Comment #15312 by Cassandra on December 30, 2006 at 9:44 am
I am an atheist. No buttery about that!
I watched most of the sometimes tedious 15 hours. I was impressed by some people. Tyson is great! Jim Woodward, Scott Atran and especially Mel Konner were unusual in that they wanted some evidence which is not unreasonable for science, is it?
Konner gave a couple of examples of peer reviewed work that showed religiosity was heritable and that it gave some protection against mental illness. Is that all there is? If you are going to hypothesize that "Religion is bad and we must get rid of it", then you ought to have some evidence for that. I mean, doesn't science work like that any more?
Konner's point, inter alia, was that Richard and people like him had done no work to show the relative good provided by religion compared to its harm. Nor do Sam or Richard's books examine what would happen if religion were abolished. It's a fair comment.
Then Konner made hilarious fun of Richard engaging a little girl, as he does in "Unveaving the Rainbow" in a conversation about statistics in order to disabuse her faith in Father Christmas (wherein he fails - and misses a big point too).
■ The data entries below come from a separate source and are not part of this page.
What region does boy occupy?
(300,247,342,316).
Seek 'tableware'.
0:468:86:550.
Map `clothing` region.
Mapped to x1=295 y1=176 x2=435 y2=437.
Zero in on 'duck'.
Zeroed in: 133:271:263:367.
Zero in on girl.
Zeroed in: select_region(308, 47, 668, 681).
Anyway, Richard said very little in reply, he simply hid behind Sam Harris's bluster as he so often did only piping up to tell Konner that he was "pessimistic" and to pour scorn on a poetic aside originally attributable to Golda Meir. Hmmm. I would have said Konner was "realistic and scientific".
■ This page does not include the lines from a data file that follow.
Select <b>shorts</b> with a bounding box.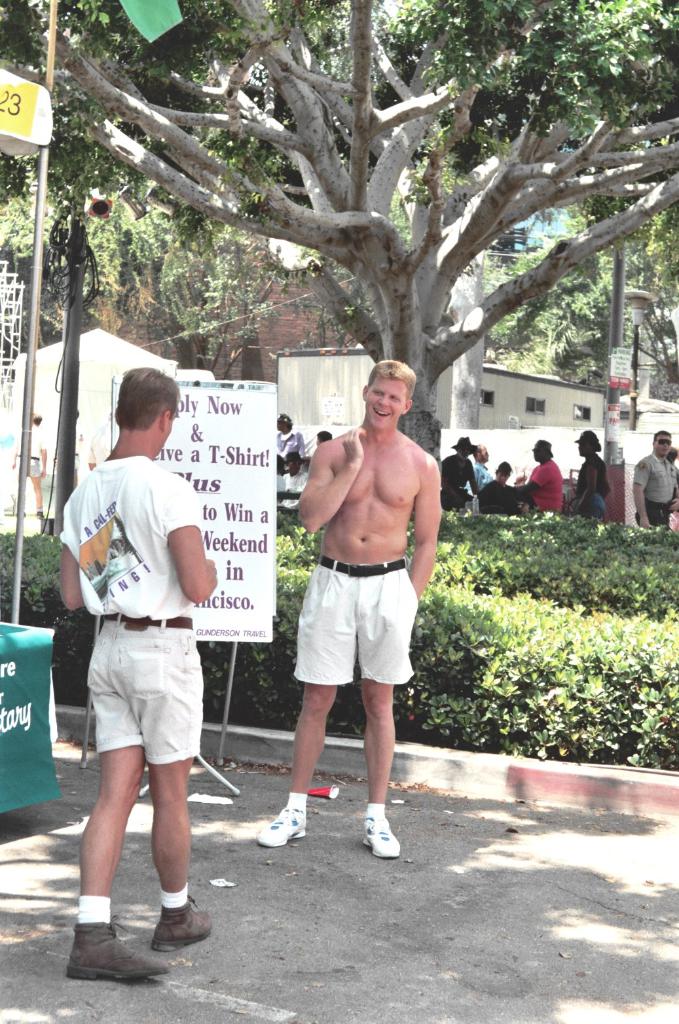
(586,495,607,518).
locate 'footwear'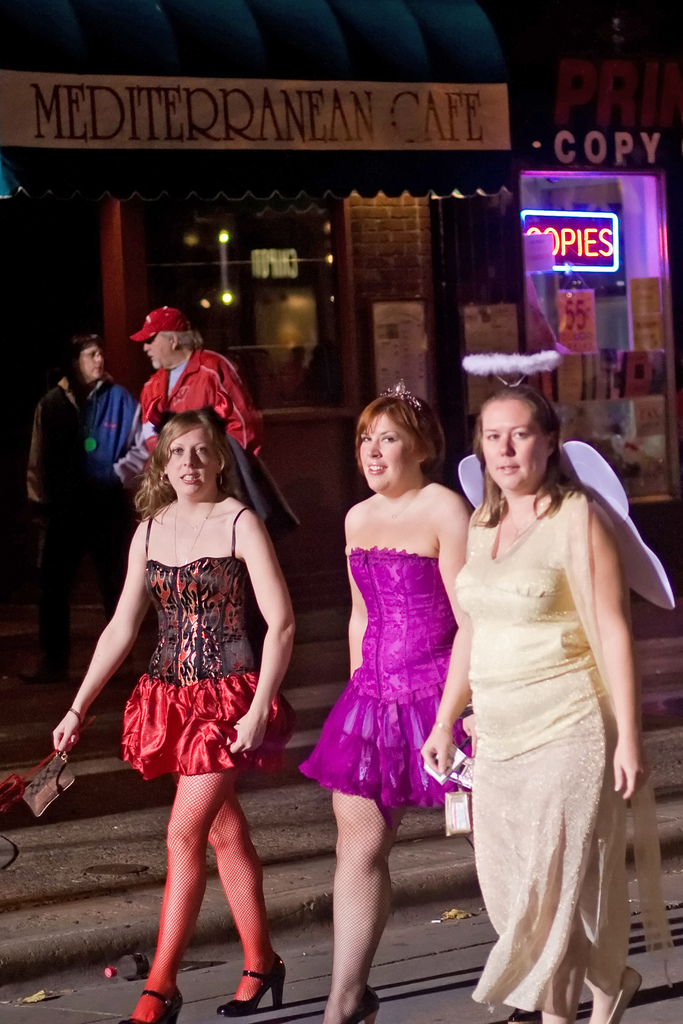
bbox(354, 981, 383, 1023)
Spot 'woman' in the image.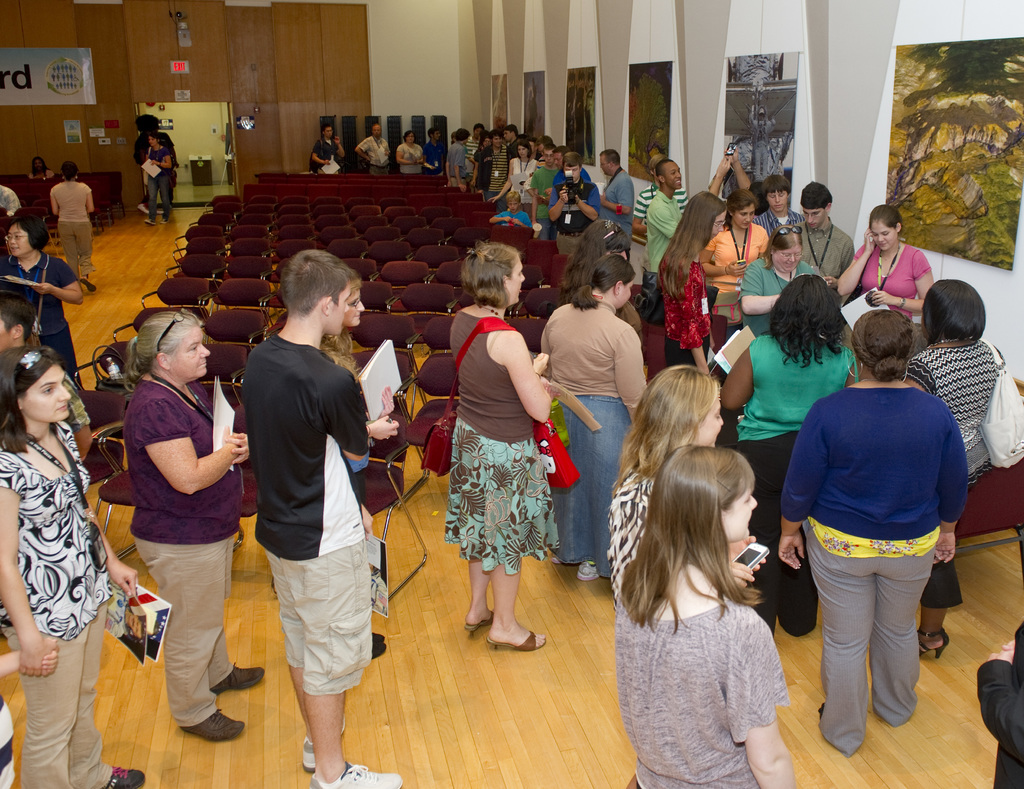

Only LATER, MUCH LATER possibly the next day, when Konner was safely long gone, did Richard say he was WOULD have asked for an apology from Konner for his remarks about the little girl. Sure, of course he would. Richard doesn't seem to do so well when he is surrounded by his peers and superiors when they don't agree with him. Konner made him look silly and Richard compounded it by drawing attention to that.
Did it really take so long for someone (Konner again) to point out that Richard's "consciousness raising" in saying that "calling a child a catholic child is child abuse" is an abuse of the word abuse. When we say "A Catholic Child" we mean a child brought up in a Catholic household of Catholic traditions, not that she is familiar with the catechism and transubstantiation and all that nonsense. Richard's "consciousness raising", well, it needs some work IMHO.
If Science had a problem with religion, I don't think Richard's and Sam's strident and unresearched polemic is neccessarily going to help much. If anything, it may even help those who would poison the minds of American children with creationism which would be counter productive to say the least. I'm sad about that.
Comment #15311 by Cassandra on December 30, 2006 at 9:36 am
Lionel A said
"To challenge, Dawkins in particular, with 'You wouldn't like to get rid of all the bacteria in the human body..' as some kind of analogy with ridding the world of religion was foolish in the extreme."
Uh, it was Richard who originated the analogy by saying diseases are not all caused by viruses, some are caused by bacteria so I think your charge of "wooliness" is right, but directed at the wrong person.